White Sky #4 // Review

White Sky #4 // Review

Violet is following Walter into a cathedral. He calls it a cathedral. It’s like a church. With stalactites. And ghosts. And the ghosts are singing. He tells her not to look. He tells her not to listen. Just keep walking forward. And they do. Until they reach daylight on the other side of the cathedral. It’s a simple walk but it seems to take a lot out of them as they journey into the heart of White Sky #4. Writer William Harms continues a journey into a ghostly post-apocalyptic wasteland with artist J.P. Mavinga and colorist Lee Loughrdge.

Meanwhile, Violet’s father David is being held prisoner in Pleasanton...but they’re ready to let him out in leg irons. There’s work to be done and he’s one of those who is expected to do the work in question. The rules are simple. If you don’t work, you get shot. If you run, you get shot. If you’re a pain in the ass, you get shot. Sounds pretty clear. And it’s pretty c lear that it’s going to be very, very brutal work. The work is simple: move a whole bunch of stuff back in front of the fence. The faster they work, the quicker they can retreat back to the safety of their cells.

It's a brutal series of scenes. And not always physically. There's danger in the periphery of what's going on. But it's more subtle than it is dynamatic. And there is the overall feeling of for looking around the edges of the panels. Clearly things have not been well for quite some time. Harms lets the oppressive nature of a world in torpor stretch out across the page with an oppressive gravity. The slow pacing of the plot allows the horror to gradually assert itself as the pages turn from cover to cover.

Once again, Mavinga  finds plenty of space for wide-open stretches of post-apocalyptic oblivion. It’s a big city, but civilization has come and gone, leaving only the ghosts of office towers punctuated by broken-down shells of vehicles and the occasional hanging corpse that slowly swings in the breeze. At the heart of it all are the survivors: VIolet is trying to keep Walter together and her father David is just trying to survive forced labor. Mavinga’s line work is scratchy, sketchy and ragged in places, allowing for Loughridge’s painstakingly washed-out color and shadow  to drape its way across the page.

White Sky deliciously delivers a long look at a post-apocalyptic desert and the earthbound ghosts that still haunt it...living and dead. The horror clings to the edges. There isn’t a great deal of plot to drag down the overall feeling of desolation that dominates each and every page of the series. It’s a hell of a thing to trudge through, but there IS an overwhelming sense of survival and admiration for the human spirit that comes in the page-by-page journey through an issue of White Sky.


Word for word and without images, reproduce the listing that follows.

## Exercise data
|---|

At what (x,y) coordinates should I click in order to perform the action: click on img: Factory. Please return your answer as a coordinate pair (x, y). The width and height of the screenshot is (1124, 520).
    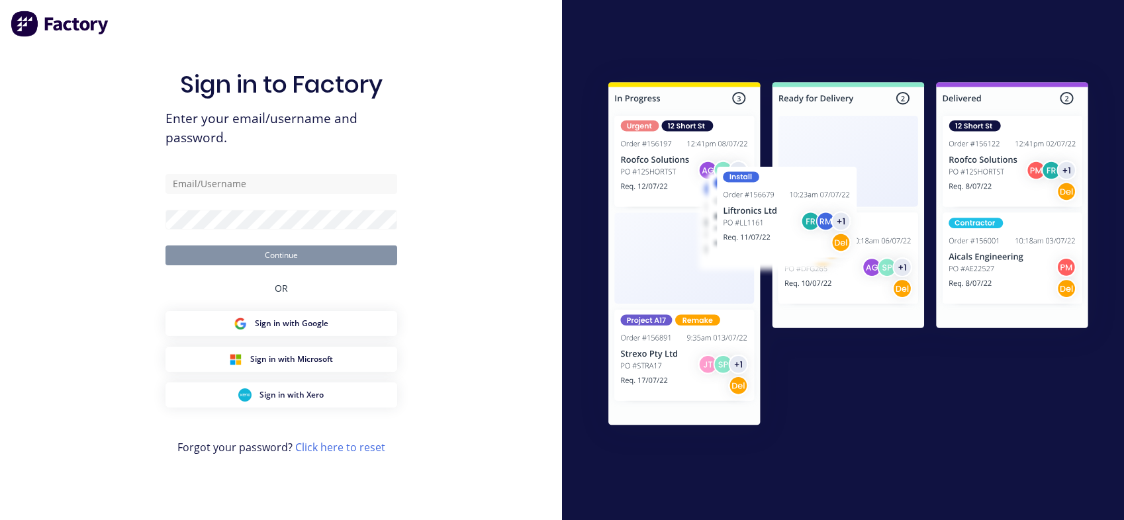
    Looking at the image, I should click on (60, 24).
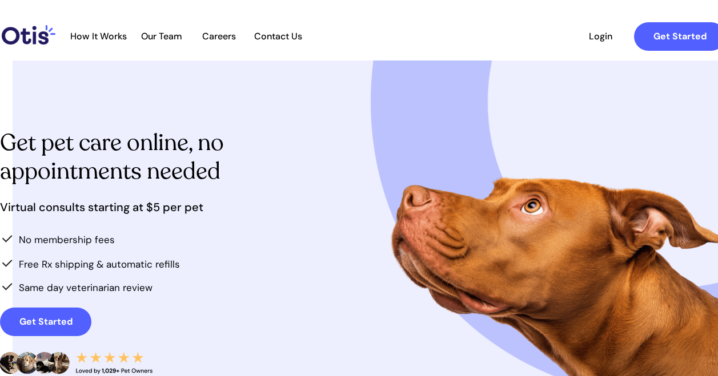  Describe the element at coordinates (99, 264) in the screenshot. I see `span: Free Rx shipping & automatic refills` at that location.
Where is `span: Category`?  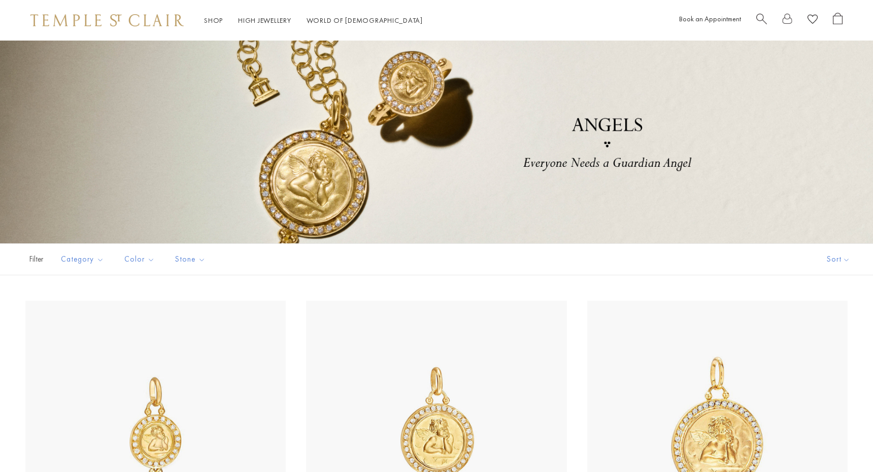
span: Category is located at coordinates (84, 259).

|---|

## Finished exercise
At what (x,y) coordinates should I click in order to perform the action: click on img: Factory. Please return your answer as a coordinate pair (x, y). The width and height of the screenshot is (1124, 520).
    Looking at the image, I should click on (60, 24).
  Describe the element at coordinates (99, 264) in the screenshot. I see `span: Free Rx shipping & automatic refills` at that location.
Where is `span: Category`?  
span: Category is located at coordinates (84, 259).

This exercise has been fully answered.